SHAUN DONOVAN, WHITE HOUSE BUDGET DIRECTOR: I don’t have that number.
JOHNSON: It went from $2.1 trillion to $3 trillion. Over $900 billion. $874 billion of that was due to meager economic growth. Only $42 billion was due to that fiscal cliff tax deal. So, I’m just trying to point out that economic growth really does provide the revenue that Senator Warner was talking about. We need to concentrate on that.
To personalize this, it’s important for us to point out why debt is such a problem. If you’re a family in debt over your head, it’s kind of hard to grow your personal economy, isn’t it? Because the debt collectors are knocking on the door and anything past subsistence spending is really spent to service the debt, isn’t that correct?
DONOVAN: I guess I would say if you’re not investing in education and other critical things for your family —
JOHNSON: But if you’re in debt you don’t even have the money to invest in that as Senator Graham was talking about because so much of your income is being spent just servicing the debt. Isn’t that what happens with a family? And same thing is true on a national basis.
Let me just ask you one other thing. If you’re going to solve a problem, isn’t the first step to solve a problem admitting you have one? And then properly defining it? Would you agree with that?
DONOVAN: I guess I would say our budget does take on the key drivers of long-term debt–
JOHNSON: I’m not talking about that. I’m just talking about solving the problem. You’ve got to admit you have one and properly define it, correct?
Let’s go to the charts. I would think that we don’t have just a ten-year budget window problem although I realize what your budget is confined to. We have a 30-year demographic problem and you talked about that. The baby boom generation, where we’ve retired 10,000 people today, we’ve made all these promises and we don’t really have a pay to pay for them.
And by the way, I have to challenge Senator Sanders. We want to save Social Security and Medicare. That’s our goal. We want to save it, make it sustainable for future generations. But this is a chart of the CBO’s alternate fiscal scenario in terms of deficits over the next 30 years. Does this look pretty accurate to you?
About $9 trillion, you’re saying $8 trillion the first ten years, which is the budget window we’re talking about now. Then $31 trillion in the next decade. $87 trillion in the third decade for a whopping total of $126 trillion in deficits over the next 30 years. That’s pretty accurate, according to CBO’s alternate fiscal scenario, correct?
DONOVAN: I think that’s before our policy, which as I said earlier, not just over the ten-year window, but the 25-year window would stabilize debt as a share of GDP, which is again, this doesn’t measure it as a share of the economy. CBO says the right way to measure it is as a share of the economy.
JOHNSON: So, now, if you take a look at that $126 trillion. That’s comprised of about $15 trillion of deficits in Social Security, about $35 trillion in deficits to the Medicare problem and then $71 trillion of interest on the debt. Okay? So, again, talking about or responding to what Senator Graham was talking about, interest starts dwarfing all the other problems.
Let me go to the next chart here. I realize these are projections, so, we really have to kind of compare you know, how likely is this and all I really have to go on is on history. So what we’ve done is we just taken total federal spending over the last 30 years, compared to this 30 year alternate fiscal scenario just for reasonableness. So entitlements over the last 30 years, we we’ve spent about 7.9% of GDP on entitlements, we’re looking at about $13.3 trillion.
And by the way, when I was working with Sylvia Burwell, White House figures were about $14 trillion. Defense, over the last 30 years, about 4.1%, the alternate fiscal scenario is 3.5. All other spending, 6.4% over the last 30 years, alternate fiscal scenario 6%. Then of course, interest is implied. To me, if anything, the alternate fiscal scenario might be understating the size of the problem.
My question to you: in your budget deliberations, are you looking at the 30-year problem? And if you are, what has the president included in his budget to address the long-term unsustainability of both Social Security and Medicare because those are what drives the debts which does produce $71 trillion of interest payments.
DONOVAN: So, three key things that I think we could all agree are really driving these deficits and debt over the long-term. Health care costs, lack of enough workers as we talked about earlier relative to the number of retirees that we have, and having adequate revenue. And all of these key things that we attack in our budget, the impacts grow over time, and so, whether it’s the capital gains reforms and others that grow substantially in the second decade and beyond, immigration reform, which grows from $160 billion of deficit reduction in the first decade to $700 billion in the second decade and more beyond that, or many of the health care changes, the $400 billion in the first decade grows to a trillion dollars in the second decade, so, we are absolutely focused on making smart choices that would grow and impact over time with a focus on the deficit.
JOHNSON: You’re talking about a trillion and we’re looking at a $126 trillion.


-- Task objective --
Your answer should be every line below that includes the word "boxes".

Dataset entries
----------------

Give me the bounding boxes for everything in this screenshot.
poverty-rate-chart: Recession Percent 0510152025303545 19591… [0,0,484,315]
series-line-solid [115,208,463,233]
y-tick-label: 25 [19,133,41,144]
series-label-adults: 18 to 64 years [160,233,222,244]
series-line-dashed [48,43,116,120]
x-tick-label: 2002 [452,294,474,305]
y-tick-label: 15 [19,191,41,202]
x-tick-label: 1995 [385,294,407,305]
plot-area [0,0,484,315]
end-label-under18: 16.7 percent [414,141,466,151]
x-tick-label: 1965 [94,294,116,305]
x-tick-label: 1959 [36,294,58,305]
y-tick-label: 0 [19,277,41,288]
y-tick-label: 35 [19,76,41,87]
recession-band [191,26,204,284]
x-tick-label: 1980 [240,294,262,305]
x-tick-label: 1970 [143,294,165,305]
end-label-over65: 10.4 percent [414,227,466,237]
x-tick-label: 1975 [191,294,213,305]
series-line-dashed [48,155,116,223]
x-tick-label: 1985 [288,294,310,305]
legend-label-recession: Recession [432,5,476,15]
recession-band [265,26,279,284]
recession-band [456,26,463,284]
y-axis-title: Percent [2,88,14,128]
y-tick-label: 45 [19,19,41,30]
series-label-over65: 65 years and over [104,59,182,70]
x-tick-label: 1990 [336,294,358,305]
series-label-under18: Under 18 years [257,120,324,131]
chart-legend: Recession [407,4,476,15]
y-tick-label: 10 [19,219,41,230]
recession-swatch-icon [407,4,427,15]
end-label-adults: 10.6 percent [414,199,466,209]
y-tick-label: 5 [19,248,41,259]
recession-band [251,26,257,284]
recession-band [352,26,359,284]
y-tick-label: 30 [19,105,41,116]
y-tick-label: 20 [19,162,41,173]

----------------

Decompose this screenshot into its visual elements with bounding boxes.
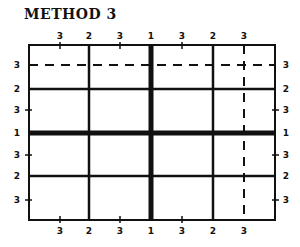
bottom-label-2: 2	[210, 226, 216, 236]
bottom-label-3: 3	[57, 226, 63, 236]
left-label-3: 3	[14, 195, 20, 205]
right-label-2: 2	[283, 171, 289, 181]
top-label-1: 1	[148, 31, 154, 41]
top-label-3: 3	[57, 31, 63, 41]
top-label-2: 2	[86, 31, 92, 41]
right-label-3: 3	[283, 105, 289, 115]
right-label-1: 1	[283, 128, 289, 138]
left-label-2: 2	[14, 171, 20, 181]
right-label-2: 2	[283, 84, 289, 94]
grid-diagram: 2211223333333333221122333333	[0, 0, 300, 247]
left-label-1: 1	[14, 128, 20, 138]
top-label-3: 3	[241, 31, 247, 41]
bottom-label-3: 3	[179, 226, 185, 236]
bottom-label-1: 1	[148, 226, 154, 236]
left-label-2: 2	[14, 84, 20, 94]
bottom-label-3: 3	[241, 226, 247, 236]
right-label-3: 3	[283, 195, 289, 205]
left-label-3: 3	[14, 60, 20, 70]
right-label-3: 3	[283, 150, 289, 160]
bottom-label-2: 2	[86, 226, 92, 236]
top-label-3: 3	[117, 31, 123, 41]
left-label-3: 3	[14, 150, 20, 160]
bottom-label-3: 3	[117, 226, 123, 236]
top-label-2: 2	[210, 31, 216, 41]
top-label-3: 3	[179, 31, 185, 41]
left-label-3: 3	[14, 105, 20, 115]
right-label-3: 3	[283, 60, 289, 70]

----------------

-- Exercise solution --
Give me the bounding boxes for everything in this screenshot.
Decompose this screenshot into its visual elements with bounding boxes.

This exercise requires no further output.